Professor Cathy Cohen’s career exemplifies the ethos of the Angela Davis’ Prize’s. As a scholar, institution builder, mentor, and activist, Professor Cohen “has worked to educate the public and address inequalities in imaginative, practical and applicable forms.” As detailed in many of the letters of support, Cohen’s groundbreaking scholarship including, “Punks, Bull Daggers, and Welfare Queens: The Real Radical Potential of ‘Queer’ Politics,” “Deviance as Resistance: A New Research Agenda for the Study of Black Politics,” and the awarding winning book The Boundaries of Blackness: AIDS and the Breakdown of Black Politics, urges us to be more attuned to the operation of power, to think critically about the possibilities and perils of identity politics, and to take seriously the imaginative acts of resistance that emerge from those pushed to the margins. As the nomination letter makes clear, Cohen’s generative and insightful scholarship, “emerges from and alongside her work to create the concrete conditions for the formation of new political constituencies” both in and beyond the university.
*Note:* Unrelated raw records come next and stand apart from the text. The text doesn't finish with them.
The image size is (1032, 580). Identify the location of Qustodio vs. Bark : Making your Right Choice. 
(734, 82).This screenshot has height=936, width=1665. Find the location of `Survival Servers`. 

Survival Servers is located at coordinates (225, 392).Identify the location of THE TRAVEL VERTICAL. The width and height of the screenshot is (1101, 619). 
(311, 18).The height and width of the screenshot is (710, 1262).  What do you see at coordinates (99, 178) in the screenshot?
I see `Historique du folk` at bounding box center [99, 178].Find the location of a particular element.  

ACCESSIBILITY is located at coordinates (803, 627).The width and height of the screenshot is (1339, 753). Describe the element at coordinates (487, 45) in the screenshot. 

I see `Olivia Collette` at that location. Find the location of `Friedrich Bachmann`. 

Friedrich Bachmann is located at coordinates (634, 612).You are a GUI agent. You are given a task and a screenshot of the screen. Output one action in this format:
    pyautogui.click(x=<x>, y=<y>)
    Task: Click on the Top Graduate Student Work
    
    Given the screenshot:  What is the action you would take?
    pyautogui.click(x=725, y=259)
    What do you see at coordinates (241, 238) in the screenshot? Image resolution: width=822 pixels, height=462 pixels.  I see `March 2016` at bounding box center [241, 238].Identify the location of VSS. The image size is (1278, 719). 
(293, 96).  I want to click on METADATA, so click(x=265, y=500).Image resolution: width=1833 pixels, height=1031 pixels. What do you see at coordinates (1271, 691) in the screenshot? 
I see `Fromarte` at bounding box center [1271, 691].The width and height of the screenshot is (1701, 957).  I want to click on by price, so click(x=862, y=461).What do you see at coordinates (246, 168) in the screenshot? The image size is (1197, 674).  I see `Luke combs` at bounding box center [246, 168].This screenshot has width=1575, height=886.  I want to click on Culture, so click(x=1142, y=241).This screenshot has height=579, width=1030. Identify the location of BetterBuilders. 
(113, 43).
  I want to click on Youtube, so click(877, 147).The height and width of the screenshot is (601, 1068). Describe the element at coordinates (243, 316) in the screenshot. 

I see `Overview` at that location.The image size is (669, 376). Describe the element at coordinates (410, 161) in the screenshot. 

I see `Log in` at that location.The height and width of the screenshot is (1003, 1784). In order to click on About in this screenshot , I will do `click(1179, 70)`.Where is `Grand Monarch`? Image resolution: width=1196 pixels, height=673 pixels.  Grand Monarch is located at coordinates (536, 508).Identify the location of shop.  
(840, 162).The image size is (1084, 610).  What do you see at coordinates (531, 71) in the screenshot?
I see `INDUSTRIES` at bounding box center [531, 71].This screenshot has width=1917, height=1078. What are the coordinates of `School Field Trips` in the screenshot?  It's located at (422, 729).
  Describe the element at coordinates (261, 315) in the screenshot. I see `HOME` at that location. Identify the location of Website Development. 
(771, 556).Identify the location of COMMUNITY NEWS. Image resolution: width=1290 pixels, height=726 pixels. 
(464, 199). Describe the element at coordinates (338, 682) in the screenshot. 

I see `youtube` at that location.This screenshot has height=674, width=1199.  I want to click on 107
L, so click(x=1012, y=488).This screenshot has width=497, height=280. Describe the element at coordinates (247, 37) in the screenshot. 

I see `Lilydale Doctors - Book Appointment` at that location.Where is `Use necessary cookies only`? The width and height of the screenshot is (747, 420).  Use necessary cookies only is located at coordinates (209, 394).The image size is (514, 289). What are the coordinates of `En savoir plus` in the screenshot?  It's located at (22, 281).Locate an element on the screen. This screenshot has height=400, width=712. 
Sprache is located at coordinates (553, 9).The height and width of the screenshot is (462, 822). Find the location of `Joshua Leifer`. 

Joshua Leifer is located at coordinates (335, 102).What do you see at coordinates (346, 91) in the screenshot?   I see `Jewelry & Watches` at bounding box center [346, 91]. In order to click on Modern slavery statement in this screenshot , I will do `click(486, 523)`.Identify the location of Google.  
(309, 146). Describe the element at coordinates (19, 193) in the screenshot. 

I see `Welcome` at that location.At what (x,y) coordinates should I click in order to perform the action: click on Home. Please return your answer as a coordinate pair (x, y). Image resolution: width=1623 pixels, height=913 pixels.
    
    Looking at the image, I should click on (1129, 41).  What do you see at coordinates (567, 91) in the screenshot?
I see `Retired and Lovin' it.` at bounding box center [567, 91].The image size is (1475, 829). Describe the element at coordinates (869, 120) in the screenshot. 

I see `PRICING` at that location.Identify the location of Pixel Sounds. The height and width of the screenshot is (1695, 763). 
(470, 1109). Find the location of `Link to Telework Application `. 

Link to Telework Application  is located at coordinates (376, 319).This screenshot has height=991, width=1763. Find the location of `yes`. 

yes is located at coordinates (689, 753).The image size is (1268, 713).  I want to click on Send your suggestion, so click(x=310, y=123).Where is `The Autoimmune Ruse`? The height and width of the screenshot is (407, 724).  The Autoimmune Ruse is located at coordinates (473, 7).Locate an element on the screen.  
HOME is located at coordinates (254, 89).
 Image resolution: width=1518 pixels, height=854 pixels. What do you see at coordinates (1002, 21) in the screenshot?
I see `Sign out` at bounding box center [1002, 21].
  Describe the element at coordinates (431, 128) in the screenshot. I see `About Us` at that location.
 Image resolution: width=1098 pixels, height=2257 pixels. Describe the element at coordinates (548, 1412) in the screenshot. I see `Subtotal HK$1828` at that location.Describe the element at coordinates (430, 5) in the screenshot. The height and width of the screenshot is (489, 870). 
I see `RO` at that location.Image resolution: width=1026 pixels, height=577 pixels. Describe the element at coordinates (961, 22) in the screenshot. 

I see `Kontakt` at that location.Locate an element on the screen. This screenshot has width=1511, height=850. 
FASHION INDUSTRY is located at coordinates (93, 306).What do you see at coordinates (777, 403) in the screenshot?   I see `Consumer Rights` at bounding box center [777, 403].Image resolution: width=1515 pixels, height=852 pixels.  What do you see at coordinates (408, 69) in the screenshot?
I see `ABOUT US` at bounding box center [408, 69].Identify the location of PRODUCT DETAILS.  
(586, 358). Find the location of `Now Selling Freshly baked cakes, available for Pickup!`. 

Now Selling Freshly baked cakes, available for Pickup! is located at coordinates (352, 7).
This commitment to scholarship infused by activism has remained a consistent practice throughout Cohen’s career. During her time as an Assistant Professor, Cohen helped to establish key institutional and collective spaces for LGBTQ activists and scholars of color. She was a core organizer of the historic 1995 Black Nations/Queer Nations conference at CUNY, served on the Board of the transformative Kitchen Table Press, and was a member of the steering committee that founded and later served as a founding Board Co-Chair of the Audre Lorde Project (ALP), the country’s first LGBTQ of color organizing center. More recently, she founded the Black Youth Project (BYP), a data-based research project. Through BYP Cohen helped to coordinate institutional support and mentorship for the founding of BYP100, a member-based youth organization fighting against the carceral state and anti-blackness. She has also contributed considerable labor to carving out space for collective intellectual projects and social justice work within the university. At the University of Chicago, she has served several stints as Director of the Center for the Study of Race, Politics, and Culture, chaired the Department of Political Science, and is currently serving as chair of the newly formed Department of Race, Diaspora, and Indigeneity (RDI).  As the authors of the nominating letter note, Cohen’s “leadership within and beyond the university is marked by a collective ethos that aims to empower new voices, develop the capacities of those around her, and pursue the collective will…”.  The impact and reach of Professor Cohen’s contributions shines through the numerous scholar-activists and American Studies members she has influenced, inspired, and/or mentored.

“I study young people because they are inspiring. I believe in the collective power of young people to demand justice, to build movements that reimagine the world, that reimagine our relationship to each other, as well as the planet. And because young people are willing to engage in struggle, struggle that moves us closer to liberation, that moves us closer to true freedom and joy.”